Sunday, May 01, 2016

THE BEST THING

THE BEST THING
Vamos Theatre at the Cramphorn Theatre, Chelmsford
29.04.2016

for The Reviews Hub




Masks are a very ancient theatrical tradition. Today, that tradition is kept alive by Vamos “the UK's leading full mask theatre company”.
This bittersweet tale of the permissive society, social stigma and a love-child lost is brilliantly brought to life by four performers and many more masks.
The scenery – designer Carl Davies - is skewed, fun and bright – not unlike the show itself, which despite the tragic theme retains a lightness of touch and a veneer of nostalgia which helps to sugar the pill.
Susan, child of the 60s – Georgie Girl and Shout! on the soundtrack – reads Lady C, gets her hair bobbed and her clothes Quant-ified, drags boyfriend Dennis away from the World Cup to make clumsy love in the light-box bedroom.

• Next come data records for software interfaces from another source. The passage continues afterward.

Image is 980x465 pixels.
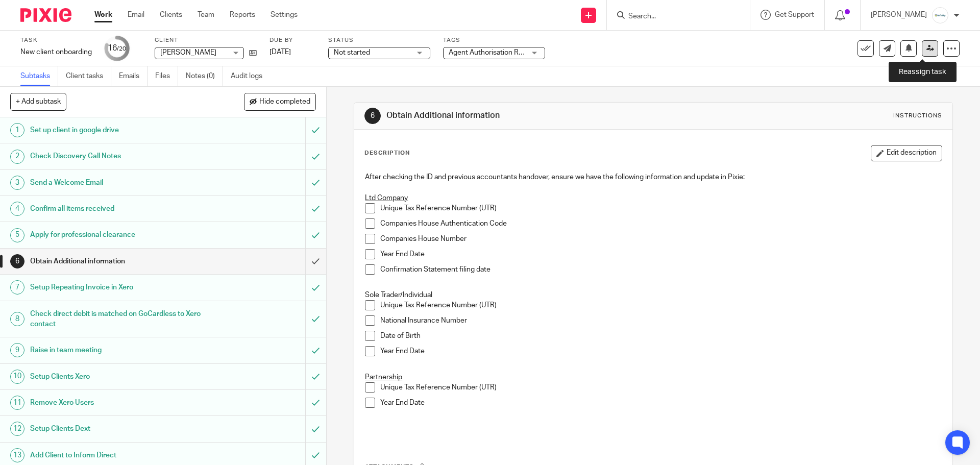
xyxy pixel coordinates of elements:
a: Notes (0) [186,66,223,87]
span: Not started [334,49,370,56]
h1: Set up client in google drive [31,122,207,138]
p: Unique Tax Reference Number (UTR) [381,382,942,392]
h1: Raise in team meeting [31,343,207,358]
p: Sole Trader/Individual [365,290,942,300]
h1: Add Client to Inform Direct [31,447,207,463]
u: Partnership [365,373,402,380]
div: New client onboarding [21,47,92,57]
img: Infinity%20Logo%20with%20Whitespace%20.png [933,7,948,24]
span: Hide completed [259,98,311,106]
h1: Setup Clients Dext [31,421,207,436]
input: Search [628,12,720,22]
u: Ltd Company [365,194,408,202]
h1: Send a Welcome Email [31,175,207,190]
div: 5 [10,229,25,242]
label: Task [21,36,92,44]
div: 7 [10,280,25,295]
h1: Setup Repeating Invoice in Xero [31,280,207,295]
label: Status [328,36,431,44]
h1: Check Discovery Call Notes [31,149,207,164]
p: Confirmation Statement filing date [381,264,942,275]
p: National Insurance Number [381,315,942,325]
div: 2 [10,150,25,164]
h1: Obtain Additional information [386,110,675,121]
button: + Add subtask [10,93,66,110]
a: Emails [119,66,148,87]
img: Pixie [21,8,72,22]
p: Year End Date [381,397,942,408]
div: 6 [10,254,25,268]
a: Settings [270,10,298,20]
div: 13 [10,448,25,462]
div: 12 [10,422,25,435]
h1: Confirm all items received [31,201,207,217]
p: After checking the ID and previous accountants handover, ensure we have the following information... [365,172,942,182]
h1: Remove Xero Users [31,395,207,410]
p: Unique Tax Reference Number (UTR) [381,300,942,310]
label: Client [155,36,257,44]
button: Edit description [872,145,943,162]
div: 1 [10,123,25,137]
div: 4 [10,202,25,216]
a: Subtasks [21,66,58,87]
a: Files [155,66,178,87]
h1: Obtain Additional information [31,253,207,269]
p: Unique Tax Reference Number (UTR) [381,203,942,213]
label: Due by [269,36,315,44]
div: 6 [365,107,381,124]
a: Work [95,10,112,20]
p: Date of Birth [381,331,942,341]
a: Email [127,10,145,20]
p: [PERSON_NAME] [872,10,928,20]
span: [PERSON_NAME] [161,49,217,56]
a: Team [197,10,215,20]
p: Year End Date [381,346,942,357]
p: Companies House Authentication Code [381,219,942,229]
div: 11 [10,395,25,410]
div: 9 [10,343,25,358]
h1: Check direct debit is matched on GoCardless to Xero contact [31,306,207,332]
small: /20 [117,46,126,51]
h1: Apply for professional clearance [31,227,207,242]
div: Instructions [893,111,943,120]
h1: Setup Clients Xero [31,368,207,384]
div: 16 [107,42,126,54]
button: Hide completed [245,93,316,110]
a: Client tasks [66,66,111,87]
p: Companies House Number [381,233,942,244]
a: Reports [230,10,255,20]
a: Clients [160,10,182,20]
p: Year End Date [381,249,942,259]
label: Tags [444,36,545,44]
div: 3 [10,175,25,190]
span: Get Support [775,11,814,19]
p: Description [365,149,410,158]
div: 10 [10,369,25,383]
span: Agent Authorisation Required + 2 [449,49,554,56]
div: 8 [10,311,25,326]
a: Audit logs [231,66,270,87]
span: [DATE] [269,48,291,55]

Their baby is given up for adoption, on her dad's insistence, it would seem. He offers her a Beatles LP by way of compensation. Young Dennis would love to be a father, but Susan has walked out of his life, her contact with her daughter Lisa is limited to letters and birthday cards, never sent. Ingeniously, and movingly, the action is framed and fleshed out by Susan's funeral, and the reunion of Lisa and her grandfather.

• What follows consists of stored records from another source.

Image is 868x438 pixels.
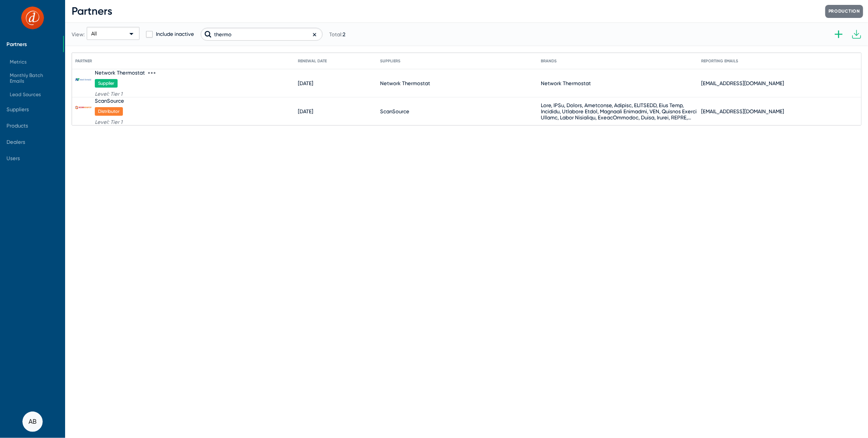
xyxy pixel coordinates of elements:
[95,119,127,125] span: Level: Tier 1
[95,91,148,97] span: Level: Tier 1
[95,79,117,88] span: Supplier
[75,59,92,64] div: Partner
[201,27,323,41] input: Search partners
[298,59,334,64] div: Renewal Date
[702,53,858,70] mat-header-cell: Reporting Emails
[380,80,430,86] span: Network Thermostat
[72,5,113,17] span: Partners
[75,59,99,64] div: Partner
[702,108,784,114] span: [EMAIL_ADDRESS][DOMAIN_NAME]
[72,31,84,37] span: View:
[7,155,20,161] span: Users
[95,98,124,103] div: ScanSource
[7,139,25,145] span: Dealers
[10,73,56,84] span: Monthly Batch Emails
[298,80,314,86] div: [DATE]
[541,80,591,86] span: Network Thermostat
[541,53,702,70] mat-header-cell: Brands
[22,412,43,431] button: AB
[343,31,346,37] span: 2
[10,92,41,98] span: Lead Sources
[91,31,97,36] span: All
[541,102,698,121] span: Lore, IPSu, Dolors, Ametconse, Adipisc, ELITSEDD, Eius Temp, Incididu, Utlabore Etdol, Magnaali E...
[380,108,410,114] span: ScanSource
[298,108,314,114] div: [DATE]
[7,41,26,47] span: Partners
[75,78,92,81] img: Network%20Thermostat_638292974823070837.png
[7,106,29,113] span: Suppliers
[10,59,26,65] span: Metrics
[95,70,145,75] div: Network Thermostat
[329,31,346,37] span: Total:
[95,107,123,116] span: Distributor
[380,53,541,70] mat-header-cell: Suppliers
[7,123,28,128] span: Products
[298,59,327,64] div: Renewal Date
[75,106,92,109] img: ScanSource_638760954016068116.png
[702,80,784,86] span: [EMAIL_ADDRESS][DOMAIN_NAME]
[156,29,194,39] span: Include inactive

There are some terrific set-pieces: the three women in the hairdressers, the three students at the typing school, the three mothers in the labour ward. The use of body language is impressive. It is amazing how much can be conveyed without words, or facial expression. Although, weirdly, the features of Russell Dean's wide-eyed masks do seem to alter according to our expectations of the characters' moods – exasperated or affectionate, imploring or severe.

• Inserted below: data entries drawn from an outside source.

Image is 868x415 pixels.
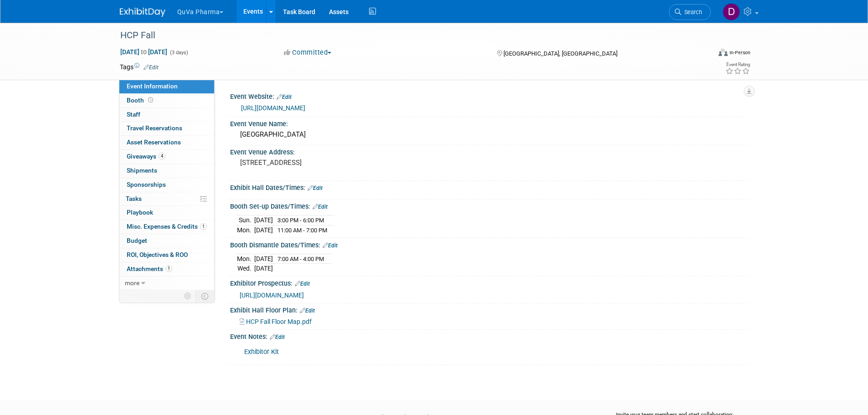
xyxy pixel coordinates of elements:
span: Shipments [127,167,158,174]
a: Travel Reservations [119,122,214,135]
span: HCP Fall Floor Map.pdf [246,318,312,325]
span: Booth [127,96,155,104]
span: [DATE] [DATE] [119,48,168,56]
td: [DATE] [255,264,273,274]
a: Misc. Expenses & Credits1 [119,220,214,234]
a: Edit [295,281,310,287]
span: to [139,48,149,56]
a: Asset Reservations [119,136,214,149]
div: Event Venue Address: [230,145,749,157]
a: Edit [300,308,315,314]
span: Misc. Expenses & Credits [127,223,207,230]
td: [DATE] [255,225,273,235]
img: Format-Inperson.png [719,49,728,56]
a: more [119,276,214,290]
td: Mon. [237,254,255,264]
span: 1 [165,266,173,272]
div: Exhibitor Prospectus: [230,276,749,289]
div: Event Format [657,47,751,61]
button: Committed [280,48,335,57]
a: Search [669,4,711,20]
a: Edit [270,334,285,340]
a: Playbook [119,206,214,220]
span: 11:00 AM - 7:00 PM [278,227,327,234]
a: [URL][DOMAIN_NAME] [240,292,304,299]
span: 4 [158,153,165,159]
span: [GEOGRAPHIC_DATA], [GEOGRAPHIC_DATA] [504,50,617,57]
a: Sponsorships [119,178,214,192]
td: Wed. [237,264,255,274]
div: Exhibit Hall Dates/Times: [230,181,749,193]
span: Booth not reserved yet [146,96,155,104]
td: [DATE] [255,215,273,225]
div: [GEOGRAPHIC_DATA] [237,128,742,142]
pre: [STREET_ADDRESS] [240,159,436,167]
a: Event Information [119,80,214,94]
td: Sun. [237,215,255,225]
span: (3 days) [169,50,188,56]
a: Attachments1 [119,262,214,276]
img: ExhibitDay [119,7,165,17]
a: Booth [119,94,214,108]
span: more [125,280,139,287]
span: Playbook [127,209,154,216]
span: Asset Reservations [127,139,181,146]
span: Event Information [127,82,178,90]
span: Travel Reservations [127,124,183,132]
span: Staff [127,110,140,118]
td: [DATE] [255,254,273,264]
span: Giveaways [127,153,165,160]
a: [URL][DOMAIN_NAME] [241,105,305,112]
div: Event Notes: [230,330,749,342]
div: Exhibit Hall Floor Plan: [230,304,749,315]
a: HCP Fall Floor Map.pdf [240,318,312,325]
a: Edit [313,204,328,210]
span: 7:00 AM - 4:00 PM [278,256,324,262]
span: 3:00 PM - 6:00 PM [278,217,324,224]
a: Shipments [119,164,214,178]
td: Mon. [237,225,255,235]
a: Exhibitor Kit [244,349,279,356]
a: ROI, Objectives & ROO [119,248,214,262]
span: Tasks [126,195,142,203]
div: Booth Dismantle Dates/Times: [230,238,749,251]
div: Event Venue Name: [230,117,749,129]
a: Staff [119,108,214,122]
span: Search [681,8,702,16]
td: Tags [119,62,158,71]
td: Toggle Event Tabs [196,290,214,302]
a: Edit [308,185,323,192]
div: In-Person [729,49,751,56]
a: Edit [276,94,292,100]
a: Tasks [119,193,214,206]
div: Booth Set-up Dates/Times: [230,200,749,212]
a: Giveaways4 [119,150,214,164]
div: Event Website: [230,90,749,101]
a: Edit [144,64,158,71]
span: Budget [127,237,147,244]
span: Sponsorships [127,181,166,188]
span: ROI, Objectives & ROO [127,251,188,258]
span: 1 [200,223,207,230]
a: Edit [323,242,338,249]
span: Attachments [127,266,173,272]
div: Event Rating [725,62,750,67]
td: Personalize Event Tab Strip [180,290,196,302]
img: Danielle Mitchell [723,3,740,21]
div: HCP Fall [117,27,697,44]
a: Budget [119,234,214,248]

The audience does have to do some of the work, of course. Interestingly, the teenage girls in the row in front struggled a little with the form - “It's not the same without speech...” and felt the need to explain the plot to each other, in discreet whispers, as it developed.
Rachael Savage's piece is an unusual approach to a largely forgotten piece of social history – a period well within living memory when many young women lost their babies to adoption simply because they were born out of wedlock.
It is beautifully, sensitively brought to life by the four actors: Richard J. Fletcher, Marissa Gunter, Sarah Hawkins and Angela Laverick. The original music by Janie Armour, and the vintage sounds of Donizetti and the Swinging Sixties, together with the décor and fashions of the age, set it firmly in period. Mask means that much more doubling can be done, and it also means that the work is equally accessible to speakers of any language, and to deaf and hearing audiences alike.